Of course, this is not the only discipline taking the backseat at YU. Indeed, liberal arts departments are also feeling the brunt of faculty cuts and feelings of second-class status from the university. However, can Yeshiva University honestly say its Jewish curricula were meant to be treated as if they are just another academic specialty?
Jewish studies are struggling to survive with an ever-declining pool of faculty and academic class offerings, and YU is continuing to suffocate them. We are calling on YU to stop toppling its Jewish studies academics and start focusing its efforts on revolutionizing them, a feat that can be made possible by following two steps:
First, the university ought to stop treating Jewish studies as disposable and start viewing their existence as a fundamental component of YU’s identity. Could we imagine YU liquidating the undergraduate Torah programming and batei midrash under any circumstances?
Second, instead of scrapping courses and disbanding departments, the university should invest its time and resources in figuring out what isn’t working and seeking to remedy it — not with a cheapened, “easier” program, but with something that enriches our academic experience in a meaningful way while still addressing university concerns.
Provost Botman reasoned that an online Hebrew program would “improve students’ academic experiences,” giving them “greater flexibility in completing the coursework and managing their busy academic schedules.” The irony is that this argument wasn’t convincing enough to stop the university from moving the course drop date without a “W” five weeks earlier than usual, a change students were vocally against.
The administration may think it fair to presume that the average student wants a lighter mandatory college workload with “greater flexibility.” Perhaps that is the case, unfortunately, but why would the university endorse that? We need a Jewish studies curriculum that challenges us and hope YU has not given up on its mission to be “the world’s premier Jewish institution,” a statement that does not imply mediocrity.

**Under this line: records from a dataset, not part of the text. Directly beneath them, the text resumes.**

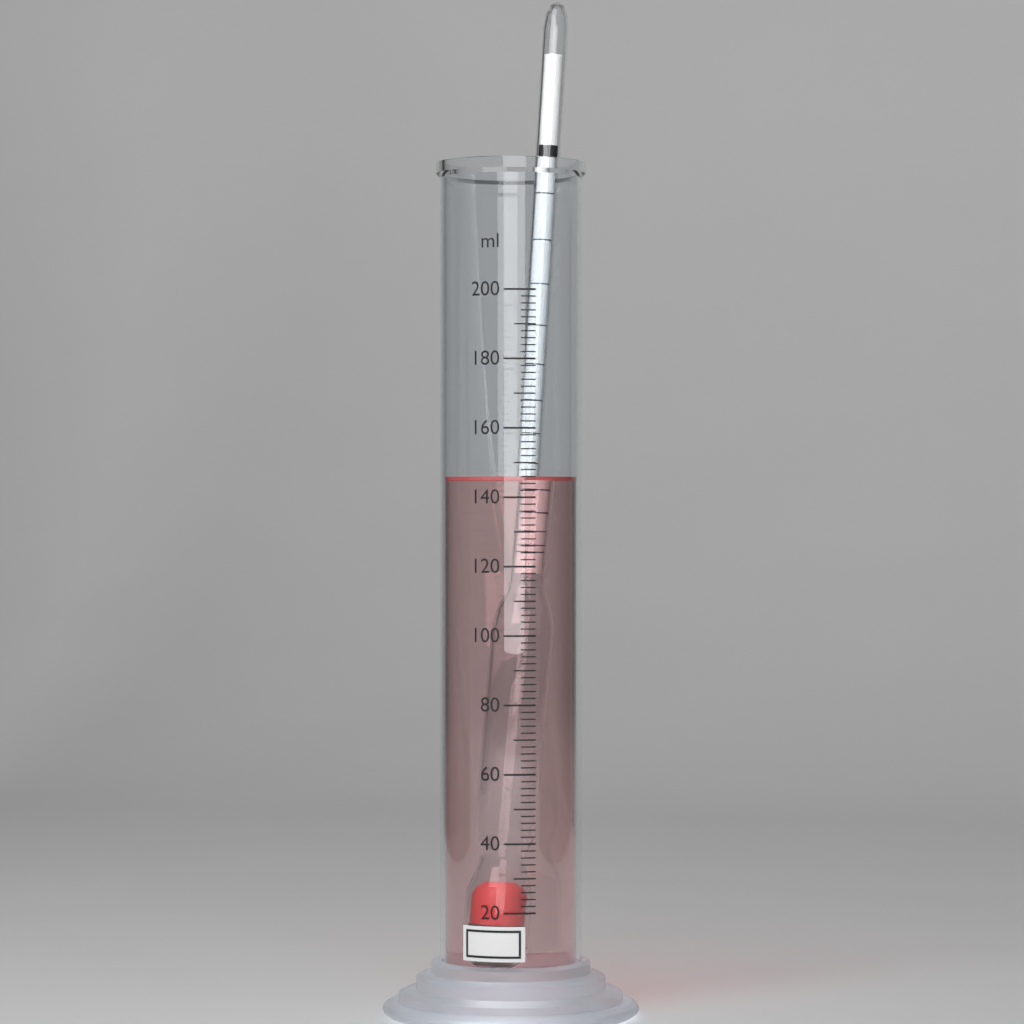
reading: 146 ml
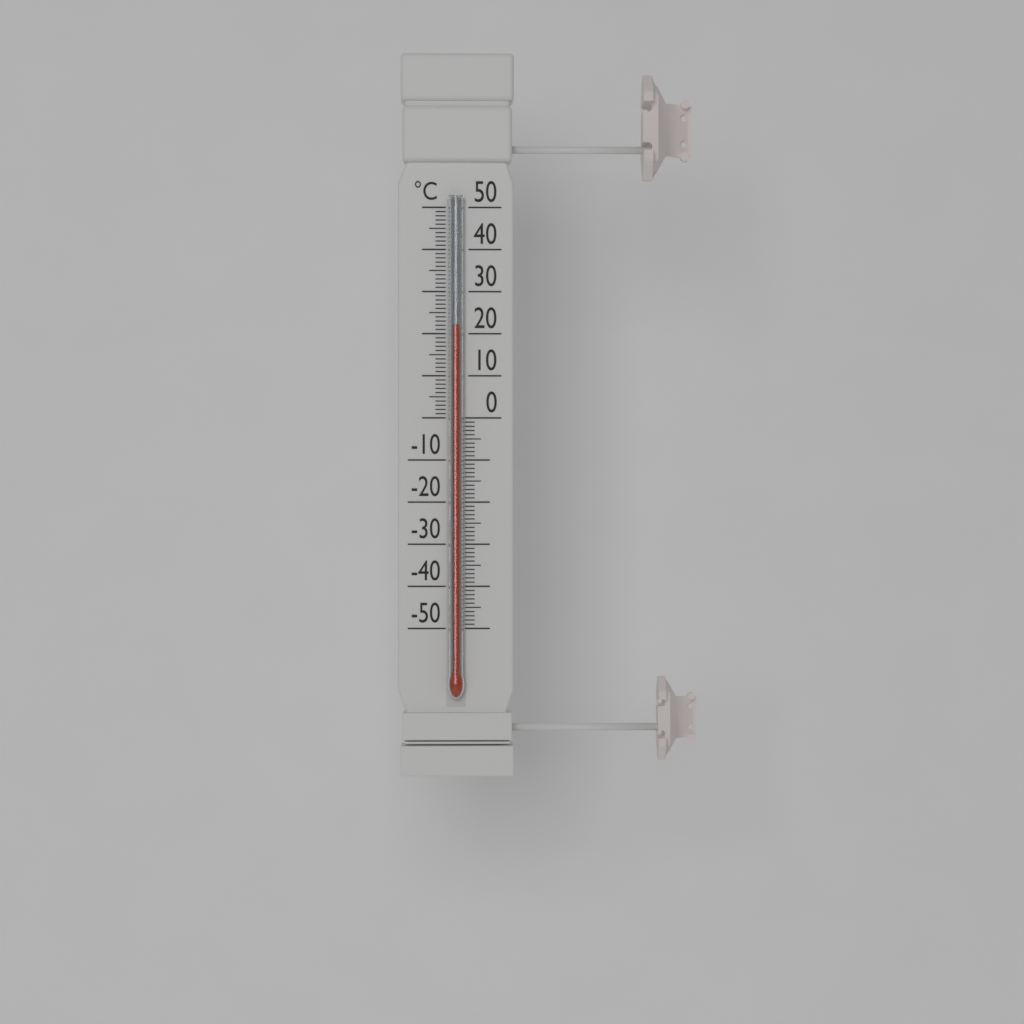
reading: 22 °C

At this point, these suggestions can only remain general, as the university has shied away from concrete explanations for its actions. If specifics are needed, however, then here are a few: Keep the Hebrew program in-person, re-hire adjuncts of SCW’s Jewish Studies Department and bring back a revamped Intro to Bible requirement to YC.
In December 1991, The Commentator learned that the university was planning to shut down the Bernard Revel Graduate School of Jewish Studies. In response, over 1,000 students signed a petition and hundreds showed up to protest, marching to President Lamm’s office and demanding the university reverse its decision. “Jewish School, Jewish Studies!” they chanted. Facing heavy pressure, the university eventually reversed its decision.
If YU does not stop its onslaught on Jewish studies — decimating the university’s Hebrew program, cutting its faculty and limiting course offerings — we fear that it will meet the point when Jewish studies will be completely forgotten. Now is not the time for YU to backtrack on its mission to be the foremost university for Jewish students across the globe.
President Berman himself participated in the protests to save graduate Jewish studies at Revel. This time we ask that he make an effort to save undergraduate Jewish studies. As he concluded in his investiture, “Join us in our journey. Be a part of history, as we maximize our potential, write a new chapter in the Jewish story and work to make a lasting impact on the history of all of humanity.”
—
Editor’s Note: For an article to be designated under the byline of “The Commentator Editorial Board,” a minimum of 75% of editorial board members, including the editor-in-chief, are required to give their assent. This editorial received unanimous support from the editorial board.